We can't accuse this of lacking realism: the house and its basement flat owner bear more than a passing resemblance to the case of Joanna Yeates, while the scenario of a resident in a block dying and going unnoticed for years is spookily similar to the tragic end of Joyce Vincent.  Basgallop weaves together these two premises in a suspenseful hour that introduces the late Melissa Young (Jessica Gunning, a staple of 'Law & Order: UK' and a standout in 'White Heat') and her unfriendly neighbours in the gloomy house.  Incredulity aside about the assumption that she'd just left - it could happen and did to Joyce V - it did seem odd that the heavily pregnant Ms Khan would shin up a ladder into the loft, or opt to stay in her new flat which had a very unsavoury leak in the ceiling.  And the line about the smell being hardly noticeable wasn't very convincing either.

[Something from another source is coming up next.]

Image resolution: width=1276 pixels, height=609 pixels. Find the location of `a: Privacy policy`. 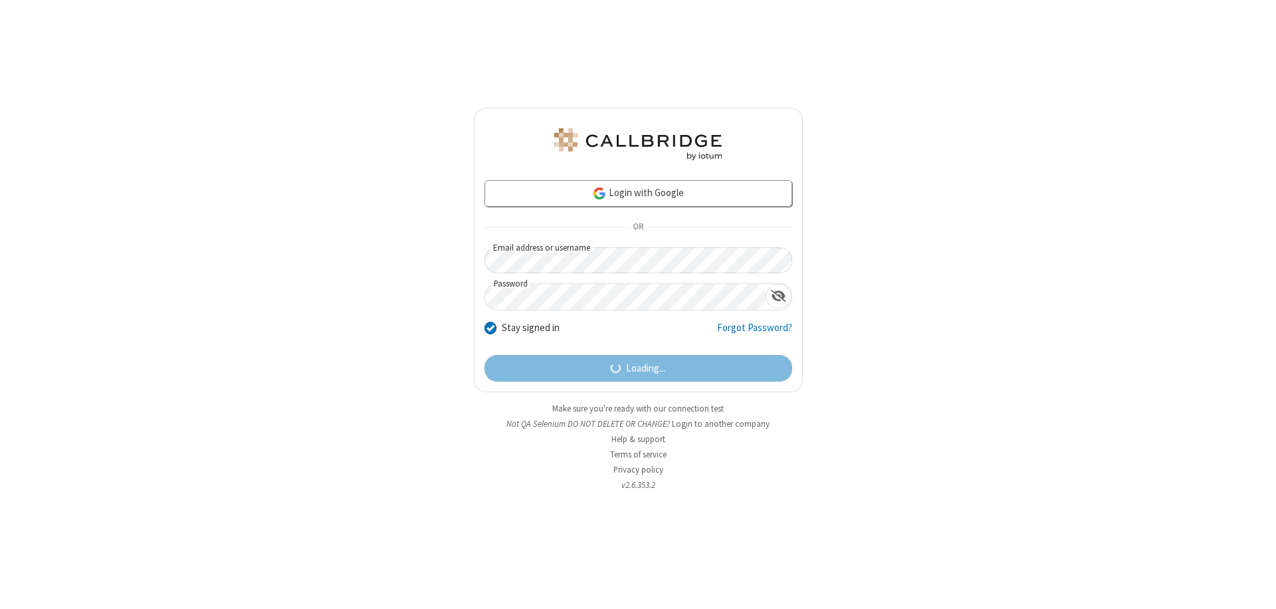

a: Privacy policy is located at coordinates (638, 469).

Shaping up to be gripping, even if the thought that we are all so easily forgotten is a depressing one and says nothing positive about our fellows.

Sunday 4 August 2013

Southcliffe

A four-parter from Channel 4 already being compared to ITV's recent 'Broadchurch', this has a reporter returning to his fictional home town of Southcliffe to investigate a rampage killing.  The first episode has focused almost entirely on Stephen (Sean Harris, who must be wary of typecasting after this and playing killer Ian Brady) in the days leading up to the gun spree.  David (Rory Kinnear) is a jaded reporter who grew up in the town and is about to return for the worst of reasons.  This doesn't break the mould in terms of the killer's profile: we so far have enough of a glimpse of his painful past and his lonely present to recognise a lost soul, and we even see a bruising encounter with recent Afghanistan-returnee Chris (Joe Dempsie) and his ex-SAS uncle which seems to prove the final straw.

Dark and tense, the only minor irritations were David's to-camera journo-speak about England's 'everytown' and the frequent ad breaks.